Very much on topic, IMO. But for the answer as to whether the area is held or not we have to go outside of the deed and look into what the adjoining owners did subsequent to the land division. We may have an unwritten boundary agreement, in some form, that fixes the boundary in a location that yields a different area.
If the deed specifies area only, and then the parties have it surveyed and monumented, and then quietly occupy in accordance with the monuments for an extended period of time, then you have a practical location, and the monuments hold over the area. Same if they simply agreed on a location of a dividing fence, or some other identifiable line.
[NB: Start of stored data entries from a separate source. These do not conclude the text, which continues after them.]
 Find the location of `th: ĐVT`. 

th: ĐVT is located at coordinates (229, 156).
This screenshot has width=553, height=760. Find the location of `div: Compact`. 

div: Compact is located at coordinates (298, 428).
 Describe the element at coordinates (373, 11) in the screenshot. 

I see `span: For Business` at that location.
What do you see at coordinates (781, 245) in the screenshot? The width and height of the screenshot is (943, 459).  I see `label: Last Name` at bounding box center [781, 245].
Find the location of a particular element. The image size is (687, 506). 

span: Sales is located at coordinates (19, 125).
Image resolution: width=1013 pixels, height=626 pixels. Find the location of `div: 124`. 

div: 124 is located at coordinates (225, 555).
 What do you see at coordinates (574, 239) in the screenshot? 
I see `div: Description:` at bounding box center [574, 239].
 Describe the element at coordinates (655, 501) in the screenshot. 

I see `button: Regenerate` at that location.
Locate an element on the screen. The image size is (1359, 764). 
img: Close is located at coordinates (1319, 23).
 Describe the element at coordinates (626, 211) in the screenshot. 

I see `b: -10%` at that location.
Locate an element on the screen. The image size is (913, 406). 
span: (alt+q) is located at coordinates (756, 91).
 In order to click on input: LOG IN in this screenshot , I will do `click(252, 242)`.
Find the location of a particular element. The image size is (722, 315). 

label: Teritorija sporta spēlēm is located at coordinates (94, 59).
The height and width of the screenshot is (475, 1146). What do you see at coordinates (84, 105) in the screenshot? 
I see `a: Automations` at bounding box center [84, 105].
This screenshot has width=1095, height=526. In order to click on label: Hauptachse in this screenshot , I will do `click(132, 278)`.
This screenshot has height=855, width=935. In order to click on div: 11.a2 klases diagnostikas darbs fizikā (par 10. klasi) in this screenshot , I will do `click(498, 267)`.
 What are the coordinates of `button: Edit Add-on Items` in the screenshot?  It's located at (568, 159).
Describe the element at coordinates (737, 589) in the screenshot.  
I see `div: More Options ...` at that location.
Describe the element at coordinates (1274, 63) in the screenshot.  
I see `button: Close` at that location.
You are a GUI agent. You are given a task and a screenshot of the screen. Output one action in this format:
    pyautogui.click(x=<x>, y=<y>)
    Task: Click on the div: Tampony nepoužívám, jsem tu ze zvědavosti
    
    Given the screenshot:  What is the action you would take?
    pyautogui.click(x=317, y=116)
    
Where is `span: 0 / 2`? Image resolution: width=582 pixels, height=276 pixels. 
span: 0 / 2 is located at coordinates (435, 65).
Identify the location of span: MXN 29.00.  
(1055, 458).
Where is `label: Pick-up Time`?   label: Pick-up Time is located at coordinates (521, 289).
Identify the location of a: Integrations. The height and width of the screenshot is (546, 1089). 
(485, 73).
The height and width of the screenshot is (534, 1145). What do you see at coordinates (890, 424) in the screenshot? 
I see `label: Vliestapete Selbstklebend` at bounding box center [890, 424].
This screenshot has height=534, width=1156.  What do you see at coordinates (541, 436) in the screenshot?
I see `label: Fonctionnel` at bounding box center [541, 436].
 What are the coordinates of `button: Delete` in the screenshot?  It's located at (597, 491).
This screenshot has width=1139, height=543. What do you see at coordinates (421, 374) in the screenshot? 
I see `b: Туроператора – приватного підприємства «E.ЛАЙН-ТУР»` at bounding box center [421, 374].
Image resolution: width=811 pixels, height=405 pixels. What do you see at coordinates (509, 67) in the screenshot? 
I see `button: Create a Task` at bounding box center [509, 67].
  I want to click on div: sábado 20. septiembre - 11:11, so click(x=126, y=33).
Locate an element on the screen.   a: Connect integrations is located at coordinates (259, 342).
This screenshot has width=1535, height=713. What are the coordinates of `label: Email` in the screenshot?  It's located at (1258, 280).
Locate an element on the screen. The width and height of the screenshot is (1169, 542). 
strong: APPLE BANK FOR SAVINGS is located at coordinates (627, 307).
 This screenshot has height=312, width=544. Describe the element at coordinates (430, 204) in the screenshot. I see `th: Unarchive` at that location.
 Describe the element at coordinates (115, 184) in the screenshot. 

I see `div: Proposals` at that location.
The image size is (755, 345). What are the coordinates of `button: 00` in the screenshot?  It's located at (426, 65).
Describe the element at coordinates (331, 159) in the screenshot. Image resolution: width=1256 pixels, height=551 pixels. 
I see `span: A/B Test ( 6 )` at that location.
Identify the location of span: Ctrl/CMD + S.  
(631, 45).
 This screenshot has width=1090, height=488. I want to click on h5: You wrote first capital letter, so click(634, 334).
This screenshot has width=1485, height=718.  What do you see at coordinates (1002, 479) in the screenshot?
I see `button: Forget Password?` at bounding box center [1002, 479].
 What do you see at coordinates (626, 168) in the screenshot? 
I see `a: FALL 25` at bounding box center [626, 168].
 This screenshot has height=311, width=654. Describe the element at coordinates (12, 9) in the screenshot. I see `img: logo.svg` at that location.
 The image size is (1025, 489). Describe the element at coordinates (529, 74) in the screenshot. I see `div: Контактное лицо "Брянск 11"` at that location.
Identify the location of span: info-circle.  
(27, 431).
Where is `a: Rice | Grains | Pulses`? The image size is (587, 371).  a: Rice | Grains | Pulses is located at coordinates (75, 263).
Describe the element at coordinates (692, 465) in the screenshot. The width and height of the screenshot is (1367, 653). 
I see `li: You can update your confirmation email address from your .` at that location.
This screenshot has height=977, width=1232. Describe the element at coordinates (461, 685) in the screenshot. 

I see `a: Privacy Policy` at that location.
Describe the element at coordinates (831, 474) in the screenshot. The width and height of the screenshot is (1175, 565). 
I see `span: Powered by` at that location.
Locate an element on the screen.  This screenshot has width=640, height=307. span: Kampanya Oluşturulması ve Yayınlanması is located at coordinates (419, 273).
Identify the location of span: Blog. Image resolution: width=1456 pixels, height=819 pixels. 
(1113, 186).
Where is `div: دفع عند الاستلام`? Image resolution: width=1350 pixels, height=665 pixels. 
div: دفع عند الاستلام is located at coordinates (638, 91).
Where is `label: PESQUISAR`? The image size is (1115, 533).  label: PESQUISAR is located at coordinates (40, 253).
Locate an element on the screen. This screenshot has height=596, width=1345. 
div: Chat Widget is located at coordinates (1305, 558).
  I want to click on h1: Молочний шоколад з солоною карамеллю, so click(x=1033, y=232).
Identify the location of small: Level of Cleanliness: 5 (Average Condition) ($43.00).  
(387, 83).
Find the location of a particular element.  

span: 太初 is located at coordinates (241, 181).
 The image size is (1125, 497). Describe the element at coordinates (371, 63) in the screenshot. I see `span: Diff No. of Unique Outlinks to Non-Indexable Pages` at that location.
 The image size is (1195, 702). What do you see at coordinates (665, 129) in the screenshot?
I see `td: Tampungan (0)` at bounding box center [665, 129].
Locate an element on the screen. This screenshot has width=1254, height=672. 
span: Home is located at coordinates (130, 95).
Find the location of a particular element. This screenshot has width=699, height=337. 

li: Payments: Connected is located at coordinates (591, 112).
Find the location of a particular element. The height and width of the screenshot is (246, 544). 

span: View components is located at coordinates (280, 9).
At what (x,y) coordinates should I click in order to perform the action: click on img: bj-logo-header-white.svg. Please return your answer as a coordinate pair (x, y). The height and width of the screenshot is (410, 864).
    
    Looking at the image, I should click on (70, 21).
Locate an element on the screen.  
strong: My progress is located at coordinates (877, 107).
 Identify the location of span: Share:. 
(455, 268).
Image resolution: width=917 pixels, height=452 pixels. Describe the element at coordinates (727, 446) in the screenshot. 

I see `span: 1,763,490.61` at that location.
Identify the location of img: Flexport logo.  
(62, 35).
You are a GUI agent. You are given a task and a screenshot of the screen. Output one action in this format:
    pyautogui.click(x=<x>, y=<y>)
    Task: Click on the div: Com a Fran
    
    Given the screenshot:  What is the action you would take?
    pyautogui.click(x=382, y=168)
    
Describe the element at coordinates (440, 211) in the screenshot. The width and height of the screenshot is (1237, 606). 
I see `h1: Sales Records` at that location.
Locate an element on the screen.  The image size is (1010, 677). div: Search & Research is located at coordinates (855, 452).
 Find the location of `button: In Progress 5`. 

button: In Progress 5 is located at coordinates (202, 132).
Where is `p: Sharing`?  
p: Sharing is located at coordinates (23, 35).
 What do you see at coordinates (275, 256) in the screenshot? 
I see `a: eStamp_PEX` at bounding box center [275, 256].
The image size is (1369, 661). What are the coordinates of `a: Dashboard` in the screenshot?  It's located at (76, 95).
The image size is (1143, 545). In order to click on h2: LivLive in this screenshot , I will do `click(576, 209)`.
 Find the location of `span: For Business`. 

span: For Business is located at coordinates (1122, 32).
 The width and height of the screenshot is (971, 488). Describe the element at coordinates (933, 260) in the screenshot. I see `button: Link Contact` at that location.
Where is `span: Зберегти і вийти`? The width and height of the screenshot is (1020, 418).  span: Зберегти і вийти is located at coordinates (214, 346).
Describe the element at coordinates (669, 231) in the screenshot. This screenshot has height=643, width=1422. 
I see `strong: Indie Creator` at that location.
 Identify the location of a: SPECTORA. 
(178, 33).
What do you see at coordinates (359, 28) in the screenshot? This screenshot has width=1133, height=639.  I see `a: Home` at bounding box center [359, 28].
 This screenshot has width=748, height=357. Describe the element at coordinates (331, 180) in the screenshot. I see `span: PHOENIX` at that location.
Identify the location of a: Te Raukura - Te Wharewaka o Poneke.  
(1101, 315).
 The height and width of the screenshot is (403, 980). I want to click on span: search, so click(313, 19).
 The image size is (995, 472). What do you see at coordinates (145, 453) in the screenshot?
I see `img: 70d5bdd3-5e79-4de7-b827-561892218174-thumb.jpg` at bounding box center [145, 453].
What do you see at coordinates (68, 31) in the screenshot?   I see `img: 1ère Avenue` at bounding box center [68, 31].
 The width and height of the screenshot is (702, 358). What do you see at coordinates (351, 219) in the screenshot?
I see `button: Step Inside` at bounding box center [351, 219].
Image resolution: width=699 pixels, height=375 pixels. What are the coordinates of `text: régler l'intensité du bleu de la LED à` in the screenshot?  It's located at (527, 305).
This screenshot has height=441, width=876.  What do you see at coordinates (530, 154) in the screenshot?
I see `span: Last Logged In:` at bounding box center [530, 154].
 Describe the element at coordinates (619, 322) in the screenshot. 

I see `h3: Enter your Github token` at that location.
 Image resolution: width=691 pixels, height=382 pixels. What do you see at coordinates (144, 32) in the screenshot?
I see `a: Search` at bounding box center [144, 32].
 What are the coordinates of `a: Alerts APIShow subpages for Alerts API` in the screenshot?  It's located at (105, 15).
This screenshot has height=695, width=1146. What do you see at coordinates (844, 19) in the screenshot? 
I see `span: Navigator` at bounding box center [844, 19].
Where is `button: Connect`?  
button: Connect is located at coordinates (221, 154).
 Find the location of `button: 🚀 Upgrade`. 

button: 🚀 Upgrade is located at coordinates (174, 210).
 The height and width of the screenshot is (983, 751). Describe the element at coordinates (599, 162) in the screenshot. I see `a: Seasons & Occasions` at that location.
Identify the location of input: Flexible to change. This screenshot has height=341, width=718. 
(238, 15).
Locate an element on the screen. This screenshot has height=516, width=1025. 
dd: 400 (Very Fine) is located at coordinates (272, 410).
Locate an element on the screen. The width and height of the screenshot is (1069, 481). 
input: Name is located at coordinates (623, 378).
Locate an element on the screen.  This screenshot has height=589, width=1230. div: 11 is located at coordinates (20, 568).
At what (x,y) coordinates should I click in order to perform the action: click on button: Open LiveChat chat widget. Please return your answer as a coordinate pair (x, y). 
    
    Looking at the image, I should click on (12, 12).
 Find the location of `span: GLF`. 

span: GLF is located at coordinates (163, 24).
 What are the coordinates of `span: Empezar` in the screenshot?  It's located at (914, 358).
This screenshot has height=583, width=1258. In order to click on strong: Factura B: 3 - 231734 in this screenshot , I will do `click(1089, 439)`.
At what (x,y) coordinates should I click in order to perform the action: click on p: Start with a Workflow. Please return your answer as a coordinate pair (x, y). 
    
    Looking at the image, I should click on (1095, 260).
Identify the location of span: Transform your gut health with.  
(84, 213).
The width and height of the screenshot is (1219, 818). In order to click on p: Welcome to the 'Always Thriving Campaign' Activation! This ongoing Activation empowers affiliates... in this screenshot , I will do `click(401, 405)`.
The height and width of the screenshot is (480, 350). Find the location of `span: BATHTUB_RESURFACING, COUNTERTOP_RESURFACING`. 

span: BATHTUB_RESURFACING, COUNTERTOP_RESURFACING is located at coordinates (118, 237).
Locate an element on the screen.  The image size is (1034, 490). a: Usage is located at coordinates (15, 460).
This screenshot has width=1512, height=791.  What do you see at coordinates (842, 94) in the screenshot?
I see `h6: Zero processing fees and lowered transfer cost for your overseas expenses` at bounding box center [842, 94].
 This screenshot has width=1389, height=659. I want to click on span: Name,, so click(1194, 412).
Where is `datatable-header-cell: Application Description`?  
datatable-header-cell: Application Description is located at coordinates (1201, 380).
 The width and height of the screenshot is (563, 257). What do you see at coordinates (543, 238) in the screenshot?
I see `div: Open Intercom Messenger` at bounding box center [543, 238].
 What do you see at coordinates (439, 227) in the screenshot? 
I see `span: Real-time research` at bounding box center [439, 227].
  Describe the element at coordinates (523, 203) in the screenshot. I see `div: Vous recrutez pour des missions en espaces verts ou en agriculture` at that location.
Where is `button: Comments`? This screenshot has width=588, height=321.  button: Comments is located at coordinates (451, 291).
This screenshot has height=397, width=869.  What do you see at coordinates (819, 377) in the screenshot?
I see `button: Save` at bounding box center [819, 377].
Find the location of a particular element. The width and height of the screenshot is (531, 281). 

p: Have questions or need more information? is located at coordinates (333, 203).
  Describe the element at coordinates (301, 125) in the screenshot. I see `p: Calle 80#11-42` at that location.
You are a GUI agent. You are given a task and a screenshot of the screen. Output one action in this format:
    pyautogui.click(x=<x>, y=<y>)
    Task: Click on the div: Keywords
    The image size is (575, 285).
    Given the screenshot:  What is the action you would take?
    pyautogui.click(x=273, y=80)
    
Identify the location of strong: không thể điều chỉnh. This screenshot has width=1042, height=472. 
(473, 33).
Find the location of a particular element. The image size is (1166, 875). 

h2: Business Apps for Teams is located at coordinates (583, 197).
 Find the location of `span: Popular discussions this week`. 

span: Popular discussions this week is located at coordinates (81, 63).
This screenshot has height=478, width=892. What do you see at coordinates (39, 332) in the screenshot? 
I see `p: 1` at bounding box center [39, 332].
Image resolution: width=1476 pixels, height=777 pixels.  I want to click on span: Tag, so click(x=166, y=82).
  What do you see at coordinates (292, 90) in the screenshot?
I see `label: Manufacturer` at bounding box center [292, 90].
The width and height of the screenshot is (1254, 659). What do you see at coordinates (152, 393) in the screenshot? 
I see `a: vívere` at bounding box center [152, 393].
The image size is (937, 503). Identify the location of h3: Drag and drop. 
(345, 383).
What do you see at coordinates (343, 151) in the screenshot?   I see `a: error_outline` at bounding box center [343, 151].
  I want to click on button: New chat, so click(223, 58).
Nevertheless, there is an Oregon case (Aspinwall v. Dunlavy) where acreages were sold by metes and bounds (which dimensions yielded an exact area, and the price paid was set by area), without mentioning monuments. But there were monuments, which the buyer had no knowledge of and did not learn of until years later. The court ruled that the dimensions of the deed held over the monuments. We might say that monuments are paramount, but only if all the parties know of them, or, at least, have reasonable notice that they exist.
Hearsay is called parole evidence but is another one of the last resort items to consider when other evidence is available.